ABOUT THIS EXERCISE: From the opening line of the records through the line bearing "Image resolution: width=1784", set down every line exactly.

EXTRACTED ENTRIES:
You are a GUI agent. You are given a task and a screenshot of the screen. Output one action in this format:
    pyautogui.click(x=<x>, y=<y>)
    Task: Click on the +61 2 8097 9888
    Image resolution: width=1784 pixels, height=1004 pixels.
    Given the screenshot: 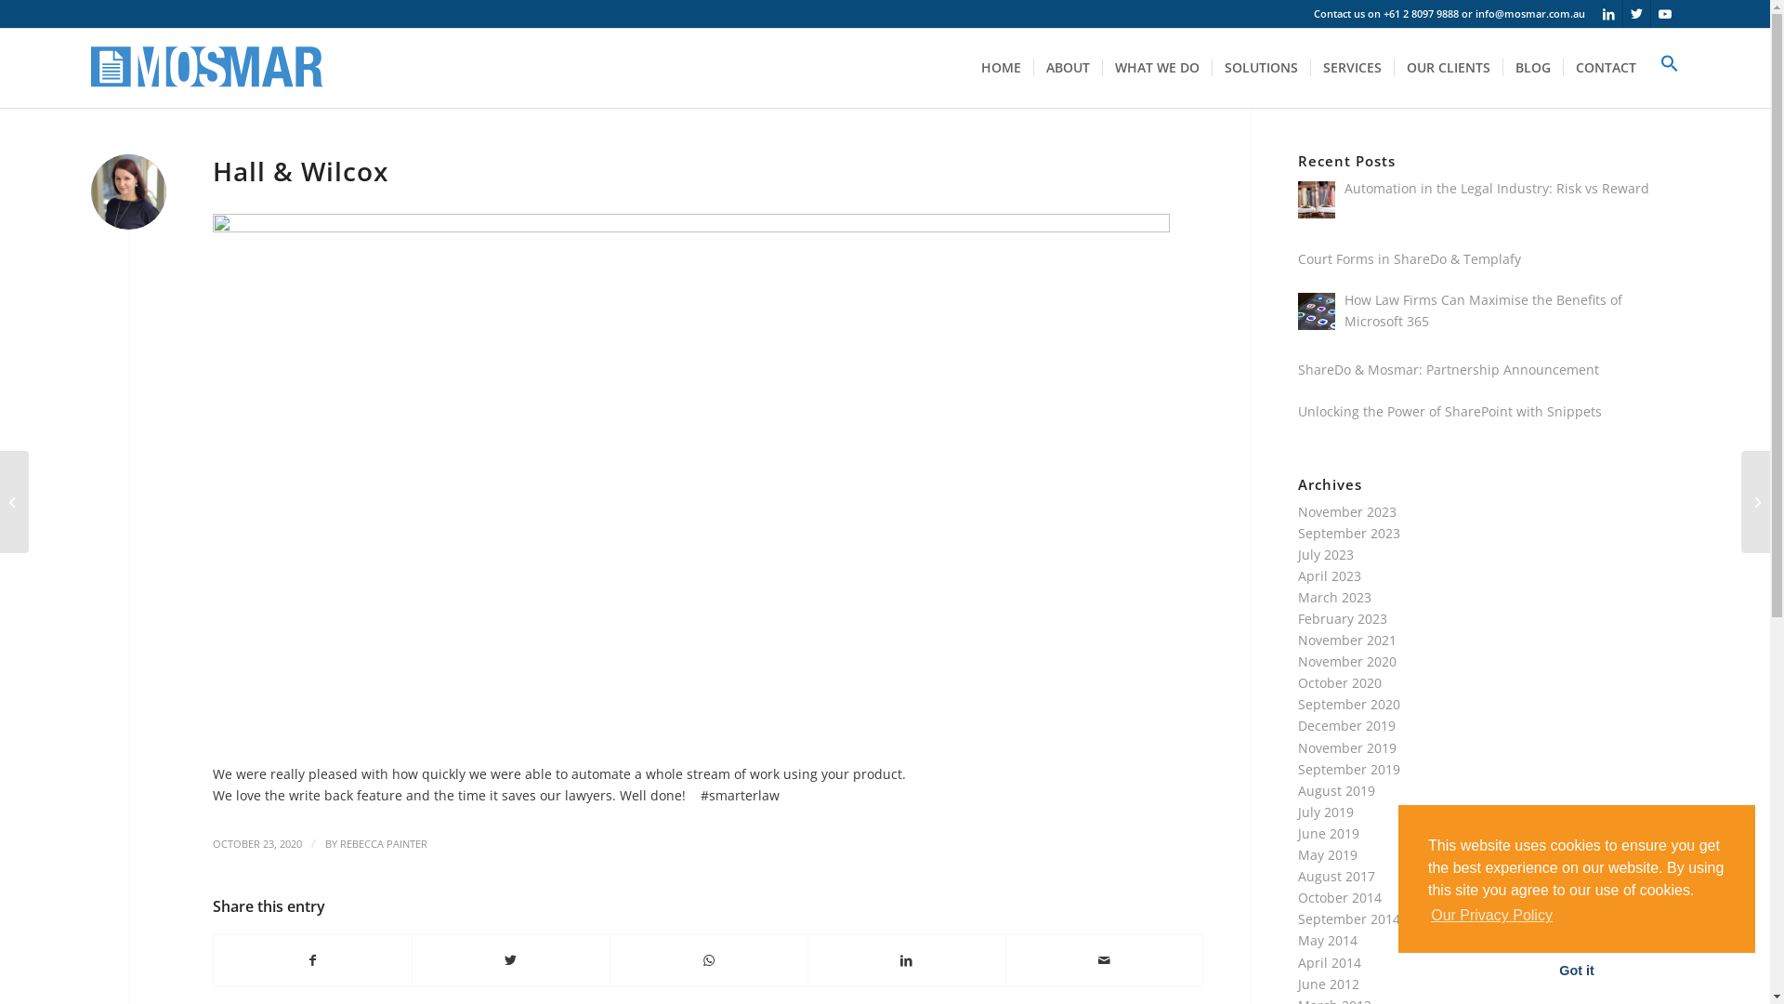 What is the action you would take?
    pyautogui.click(x=1422, y=13)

RESPONSE AREA:
You are a GUI agent. You are given a task and a screenshot of the screen. Output one action in this format:
    pyautogui.click(x=<x>, y=<y>)
    Task: Click on the +61 2 8097 9888
    Image resolution: width=1784 pixels, height=1004 pixels.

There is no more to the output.